All in the merry month of May
When the green buds they were swelling,
William Green on his death-bed lay
For the love of Barbara Allen.
He sent his servant to the town
To the place where she was dwelling
Saying "Love, there is a call for you
If your name is Barbara Allen."
She was very slowly getting up
And very slowly going,
The only words she said to him
Were "Young man I think you're dying."
"Don't you remember the other day
When you were in town a-drinking,
You drank a health to the ladies all around
And slighted Barbara Allen?"
"O yes, I remember the other day
When I was in town a-drinking,
I drank a health to the ladies all around,
But my love to Barbara Allen."
He turned his pale face to the wall
And death was in him dwelling;
"Adieu, adieu, to my friends all,
Be kind to Barbara Allen."
When she got in two miles of town
She heard the death bells ringing:
They rang so clear, as if to say
"Hard-hearted Barbara Allen!"
So she looked east and she looked west
And saw the cold corpse coming,
She says "Come round you nice young man
And let me look upon you."
The more she looked the more she grieved
Until she burst out crying
"Perhaps I could have saved that young man's life
Who now is here a-lying."
"O Mother, O Mother, come make my bed
O make it both soft and narrow,
For sweet William died to-day
And I will die to-morrow."
"O Father, O Father, come dig my grave
O dig it deep and narrow,
For sweet William died in love
And I will die in sorrow."
Sweet William was buried in the old church tomb,
Barbara Allen was buried in the yard;
Out of William's heart grew a red rose,
Out of Barbara Allen's grew a brier.
They grew and grew to the old church tower
And they could not grow any higher;
And at the end tied a true lover's knot
And the rose wrapped around the brier.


**PROBLEM TO WORK ON:** Working through the data below, reproduce word for word the line with "What do you see at coordinates (426, 282)" and every line after it, both ends included, and omit the pictures.

(Records drawn from a dataset)

■ ■ ■

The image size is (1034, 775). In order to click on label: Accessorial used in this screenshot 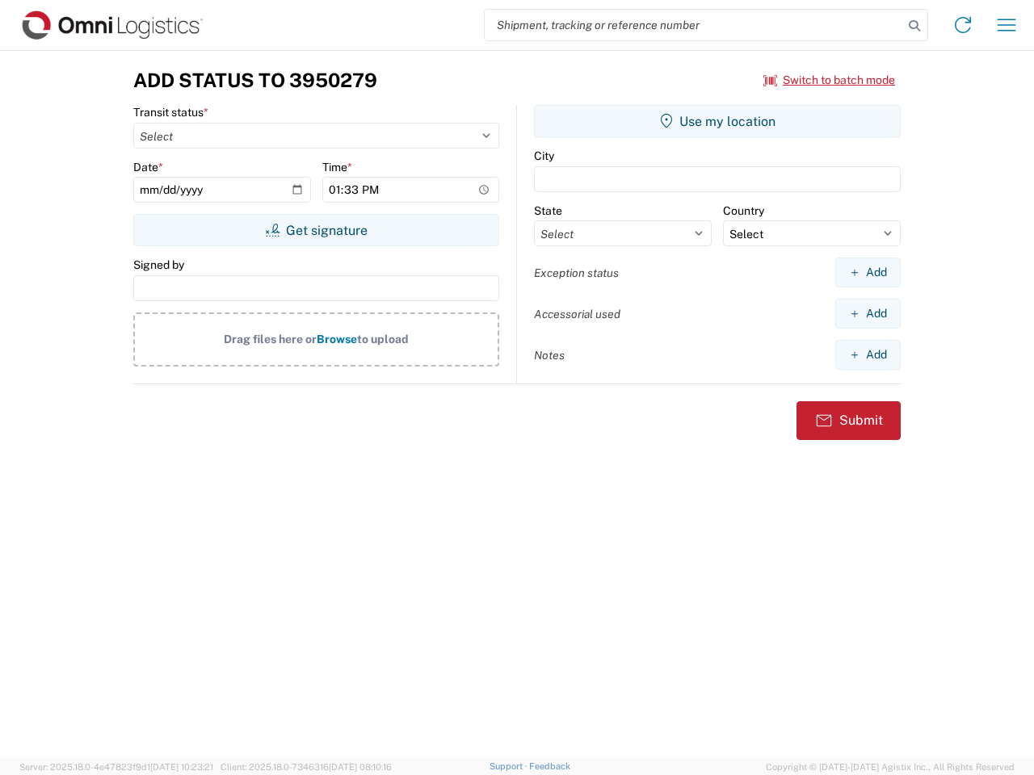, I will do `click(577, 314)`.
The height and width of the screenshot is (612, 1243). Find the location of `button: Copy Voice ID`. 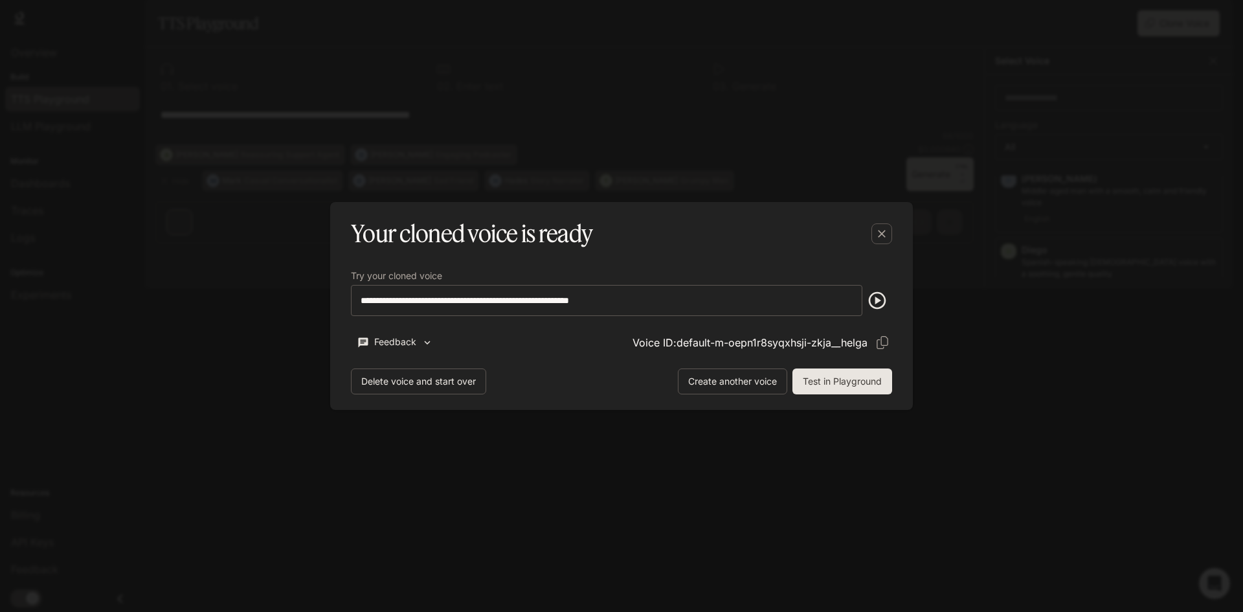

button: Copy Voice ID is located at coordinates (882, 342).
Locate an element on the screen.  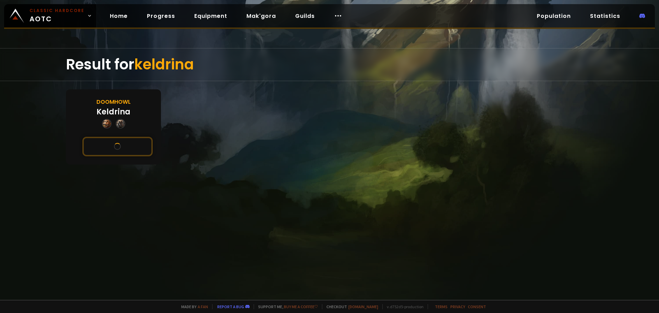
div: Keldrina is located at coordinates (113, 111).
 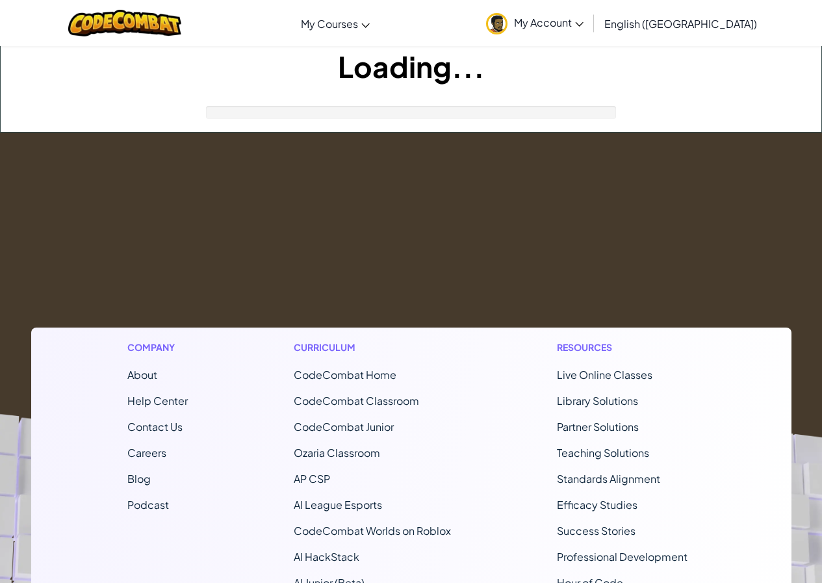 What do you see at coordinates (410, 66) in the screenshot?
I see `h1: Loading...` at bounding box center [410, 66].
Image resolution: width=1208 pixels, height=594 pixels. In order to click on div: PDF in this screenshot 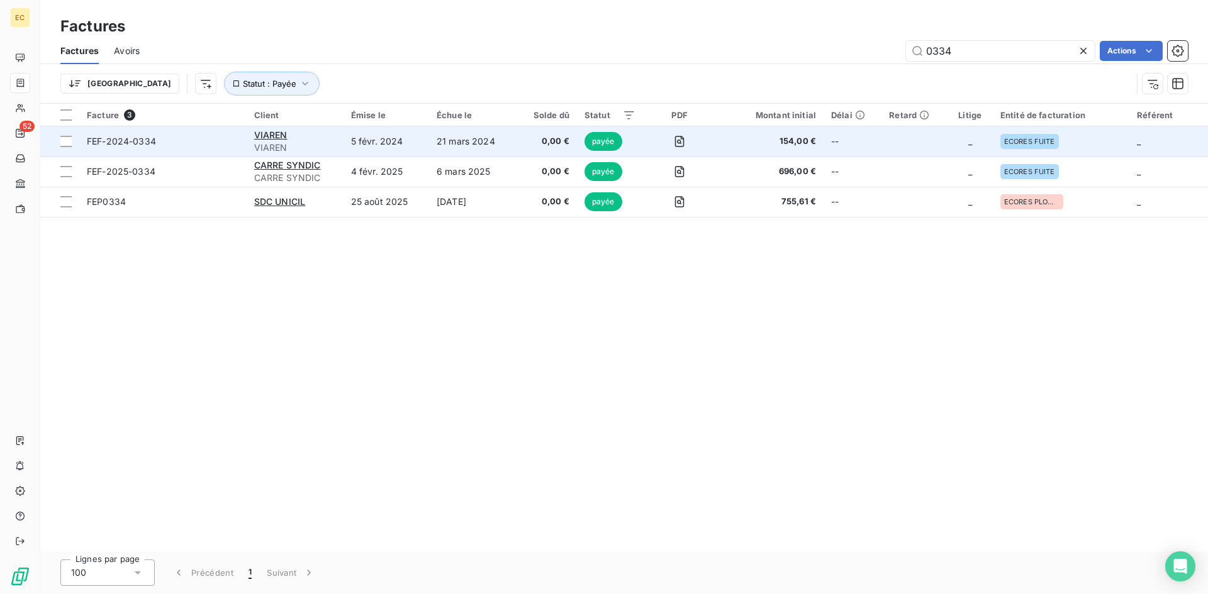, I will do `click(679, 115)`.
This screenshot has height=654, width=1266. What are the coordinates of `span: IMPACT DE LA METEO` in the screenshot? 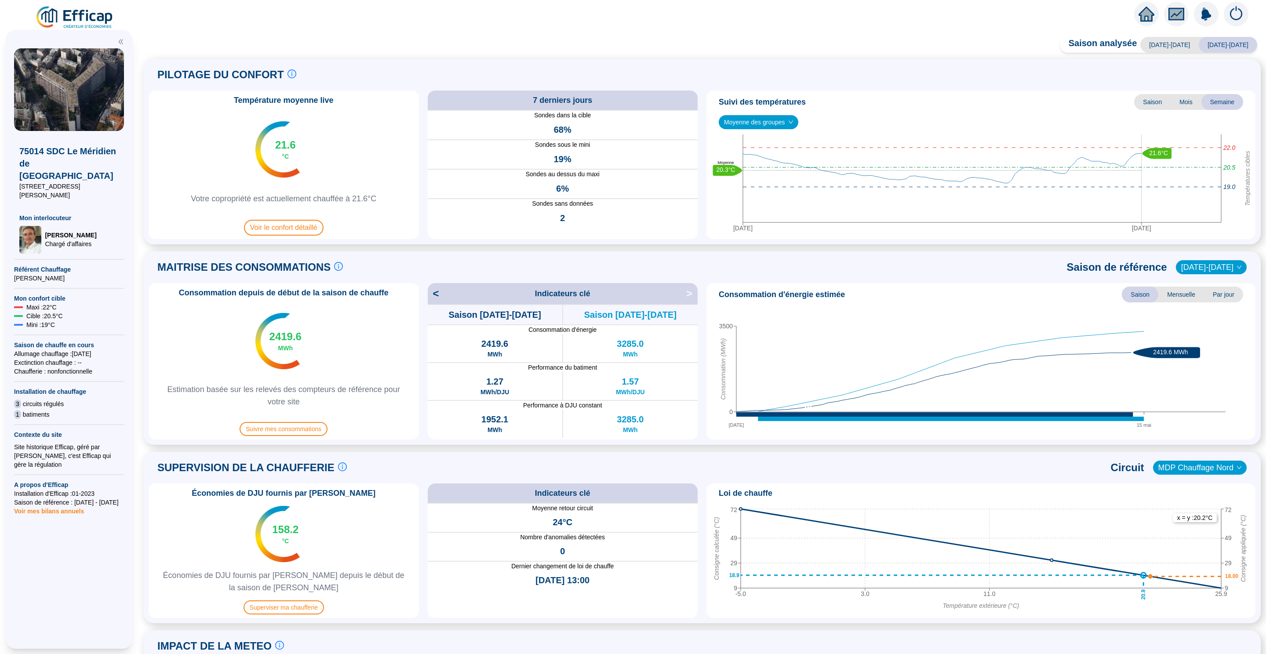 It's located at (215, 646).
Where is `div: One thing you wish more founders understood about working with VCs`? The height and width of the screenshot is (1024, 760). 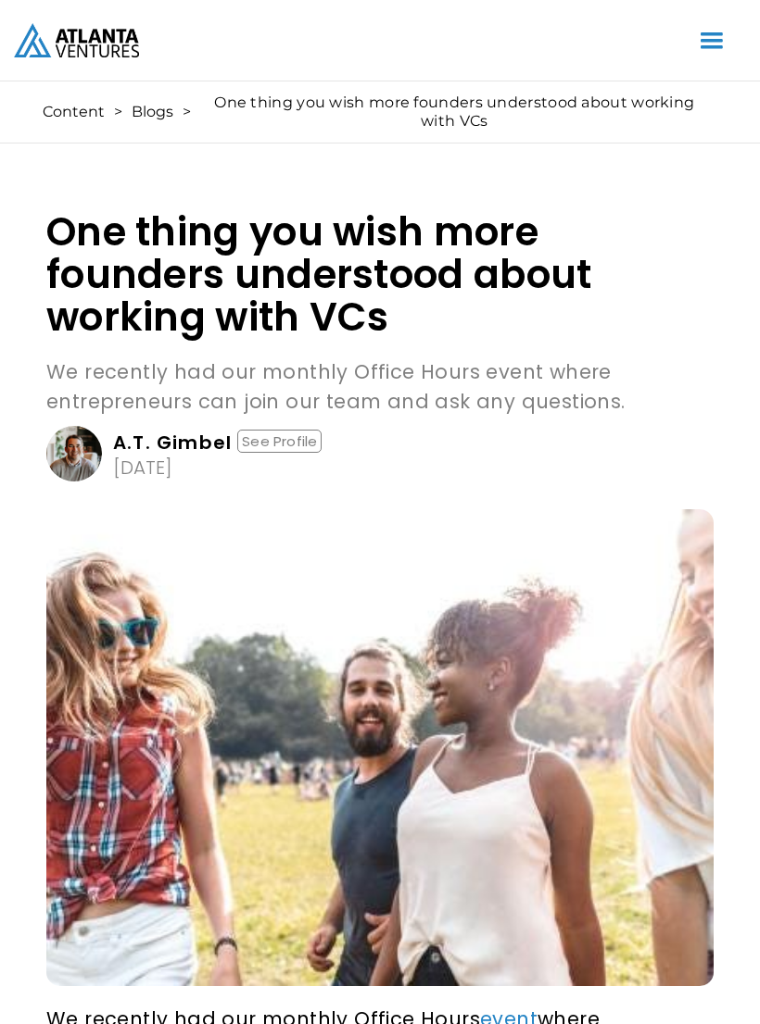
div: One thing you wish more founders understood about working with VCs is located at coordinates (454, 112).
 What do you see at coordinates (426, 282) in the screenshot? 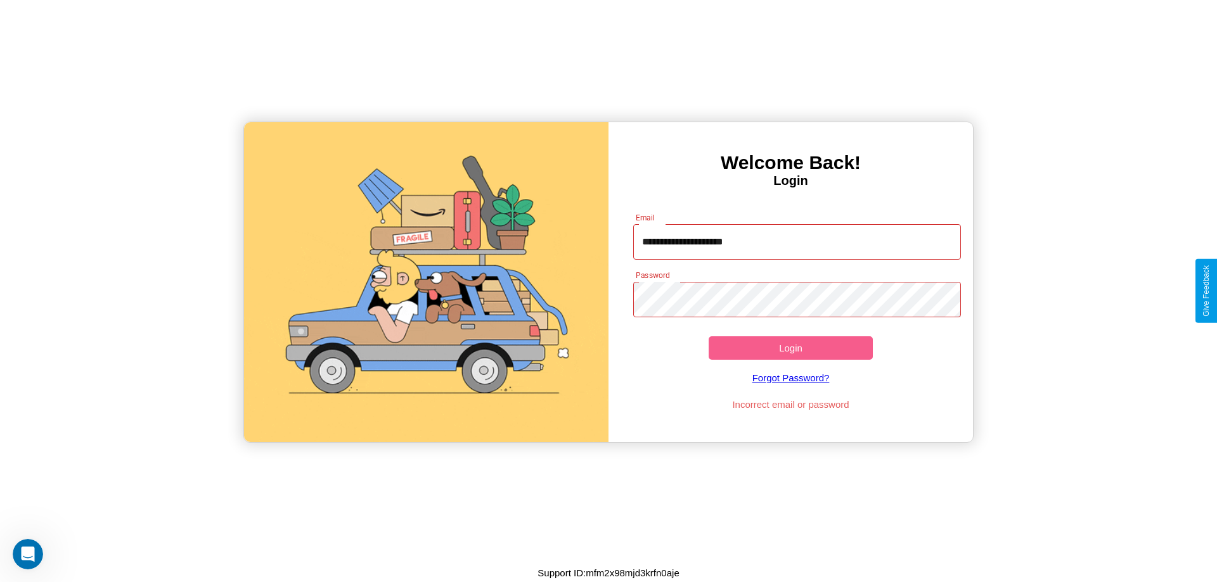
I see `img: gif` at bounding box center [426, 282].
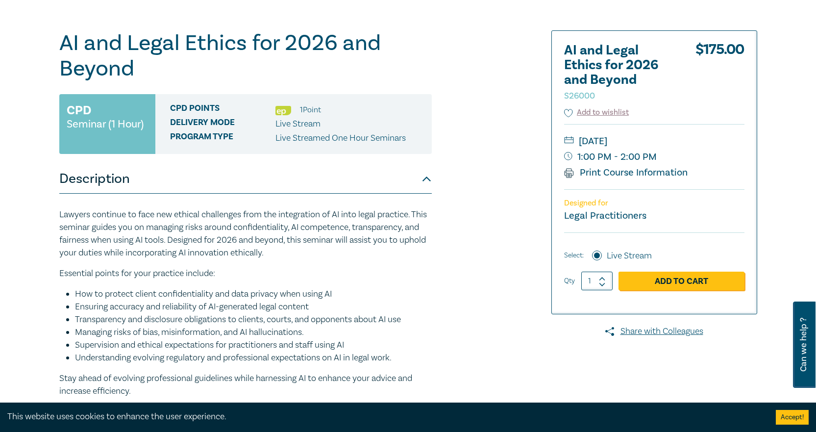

■ ■ ■

**REPLY TO THE EXERCISE:**
 What do you see at coordinates (426, 282) in the screenshot? 
I see `img: gif` at bounding box center [426, 282].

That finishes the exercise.